On 13-11-10 05:24 AM, Andrej N. Gritsenko wrote:
>      In fact, auto-restart might be needed only if some component crashes.
> And also in fact, in many cases this does not work at all, because when
> that happens, the possibility that conditions for the crash still present
> is high so it crashes again and again. I'm not sure if auto-restart have
> to be there at all.

Auto-restart is very important to have for core desktop components and 
it's also very nice to have as an option for other things which can die 
as a result of transient error conditions.

For example, if Openbox and LXPanel didn't auto-restart, I'd be forced 
to patch their desktop files to launch this sort of thing instead.

sh -c 'until lxpanel --profile Lubuntu; do echo; done'

(The most concise way I've found to say "Restart until it exits cleanly" 
but still an annoying source of pointless clutter in process lists.)

I actually DO use that for conky because it likes to randomly die on me 
after several days of runtime and I didn't have the time to figure out 
how to opt-in for auto-restart when I set it up and I still don't have 
time to fiddle around with enabling core dumping at the moment.

Other examples of persistent but transient crash-causing conditions 
where auto-restart has saved me tons of frustration:

- Fiddling with PDF viewer windows has sometimes caused Openbox to crash 
persistently but somewhat unpredictably. Thanks to auto-restart, all my 
windows flicker and then I can get back to work.

- Rapidly opening and closing LibreOffice windows as part of splitting a 
.DOC into several dozen per-chapter HTML files can cause LXPanel to 
freeze or crash.

   In the former case (lxpanel freezes), I hit Win+Space to pull up
   gmrun (habit since I normally demand a run dialog with tab completion
   and command history) and type "killall -SEGV lxpanel" because it's
   easier than remembering or looking up the exact command to respawn it
   after SIGTERM causes lxsession to omit the auto-restart.

   In both cases (freeze or crash), I then usually have to hit Win+Space
   again and type "sh -c 'audtool shutdown; sleep 2; audacious &'"
   because LXPanel is the only panel which doesn't take responsibility
   for recovering tray icons and Audacious is one of a handful of apps
   (Audacious, neap, oDesk Team) which don't take responsibility for
   re-creating their tray icons and, since no Audacious devs use LXDE,
   their response is "Unless you want to provide a patch, it's a bug in
   LXPanel, not Audacious, since it works in Xfce, GNOME, KDE, etc."

- Various PCManFM crashes I've encountered over the years.

Plus, it's a lot easier to tell my mother to "killall <...>" over the 
phone than it is to talk her through dropping into the system console, 
setting DISPLAY, and re-launching openbox with the correct profile 
specified because, when the window manager dies in a DE, a non-wizard is 
essentially in a "You need a terminal to launch the WM. You need the WM 
to launch and focus a terminal." situation.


## Task brief
The records must be duplicated exactly, with every picture left out.

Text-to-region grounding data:
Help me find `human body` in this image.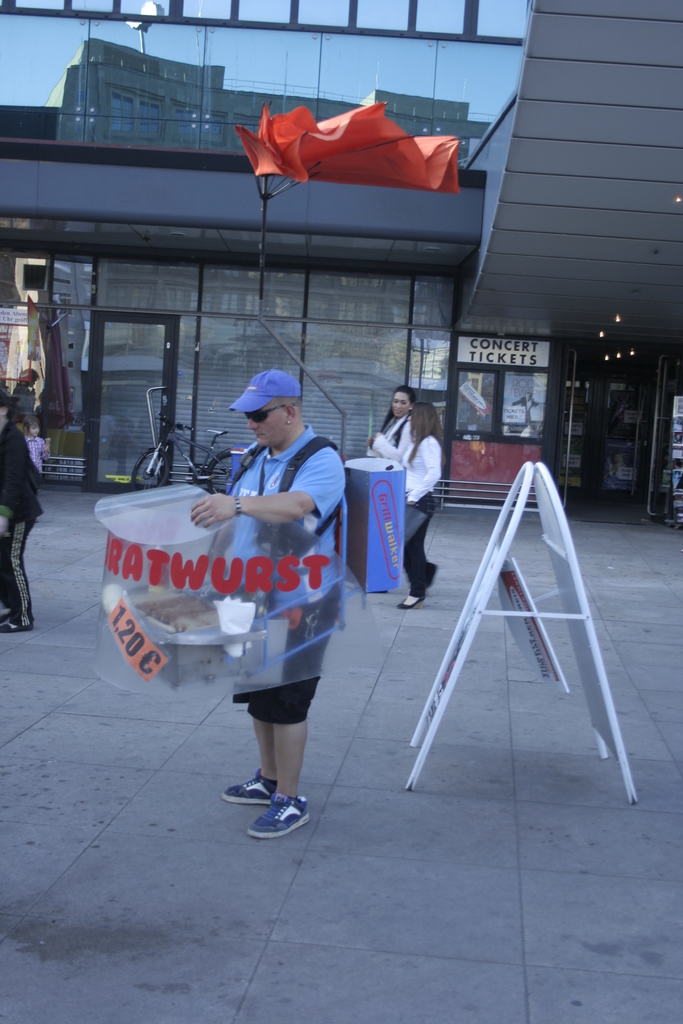
Found it: 0:409:38:633.
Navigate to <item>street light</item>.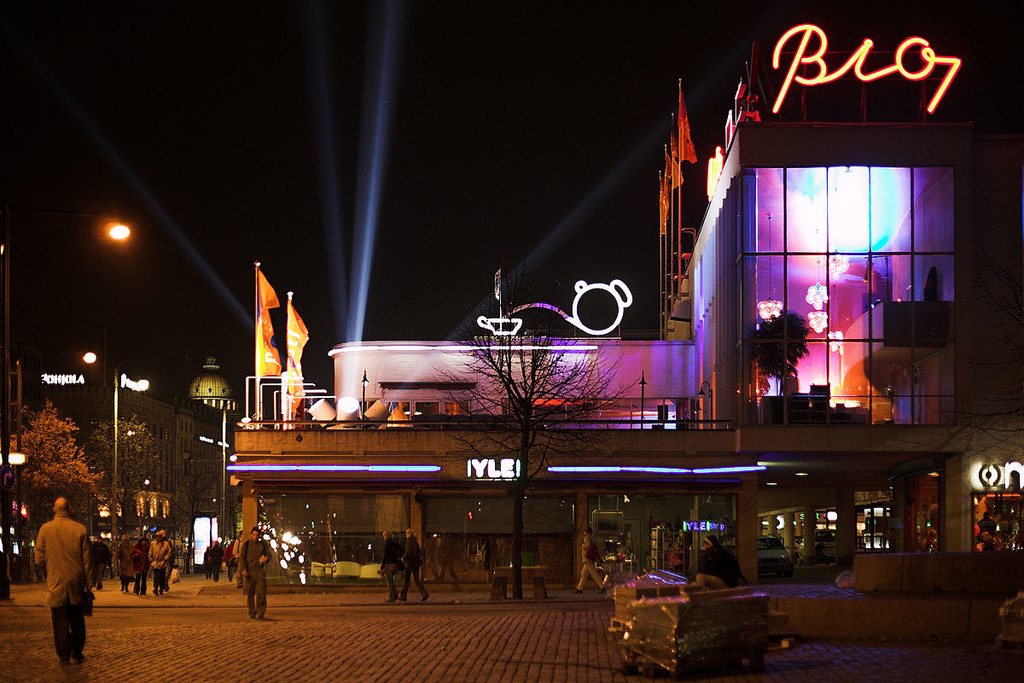
Navigation target: pyautogui.locateOnScreen(692, 382, 714, 425).
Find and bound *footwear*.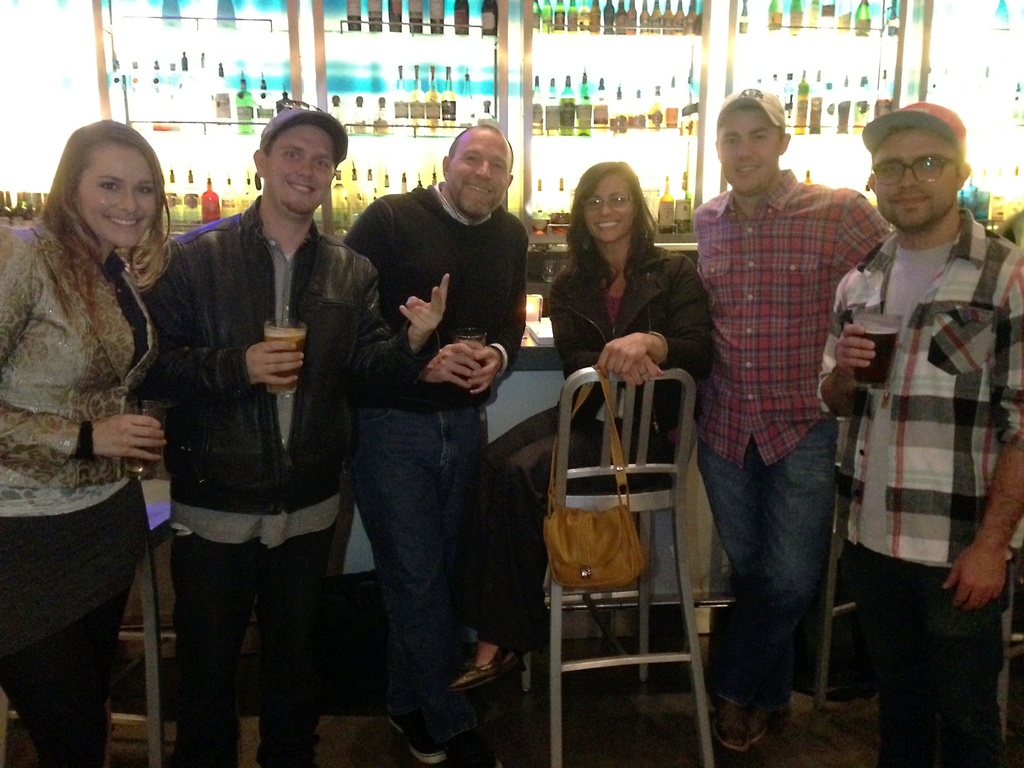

## Answer for the task
Help me find `human body` in this image.
Found it: 0:409:38:633.
Navigate to <item>street light</item>.
Navigation target: pyautogui.locateOnScreen(692, 382, 714, 425).
Find and bound *footwear*.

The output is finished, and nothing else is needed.